As a constitutional matter, it's true that when America is officially at war, the president, as commander in chief, can kill the enemy where he finds them. If during World War II Nazi soldiers landed in New Jersey, nobody would dispute that FDR could have ordered them shot on sight, even if one happened to be a U.S. citizen sitting in a coffee shop.
Holder sent Paul a second letter that said the president did not have the authority to off an American on U.S. soil who was "not engaged in combat." This mollified Paul for now, but for some it conjures the image of a loudspeaker on a drone announcing seconds before impact: "You in the Members Only jacket, this is formal notification you are an enemy combatant. Prepare to die."
That's because many Americans recoil at death-by-drone. There's something creepily dystopian about this antiseptic way of war. I doubt we'd be having the same argument about whether a National Guardsman or an FBI agent could shoot an al-Qaeda operative on sight.
But the novel nature of drones does underscore an important point: The war on terror is not World War II, and al-Qaeda isn't a uniformed enemy. And therefore it doesn't seem unreasonable to want to update our laws to take that into account. More important, in a confusing new kind of conflict, a reminder of our core principles -- our American dogma -- strikes me as a good thing.
Unfortunately, the dogma that dogma is a bad thing is an old fad in America.
I believe a fundamental, dogmatic faith in the Constitution is a good thing. A dogmatic view that the president isn't a king but a servant of the people is a good thing. A dogmatic insistence that the president give a member of Congress a straight answer about when the government can kill Americans is a good thing. And a dogmatic conviction that an American life has special status in the eyes of the government is a good thing too.
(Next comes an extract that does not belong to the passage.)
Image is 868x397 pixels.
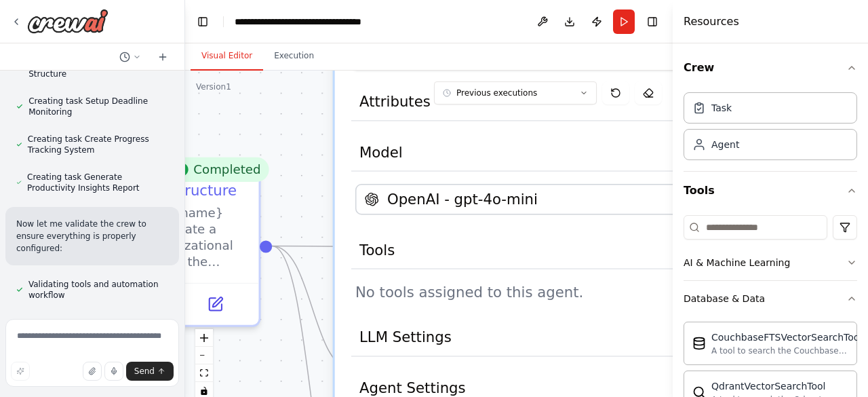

"Dogmas are not dark and mysterious," G.K. Chesterton wrote. "Rather a dogma is like a flash of lightning -- an instantaneous lucidity that opens across a whole landscape." Paul's filibuster briefly illuminated some very basic core convictions during a long gray chapter in international affairs, a chapter that isn't over yet, either. I can think of worse ways to waste 13 hours of the Senate's time.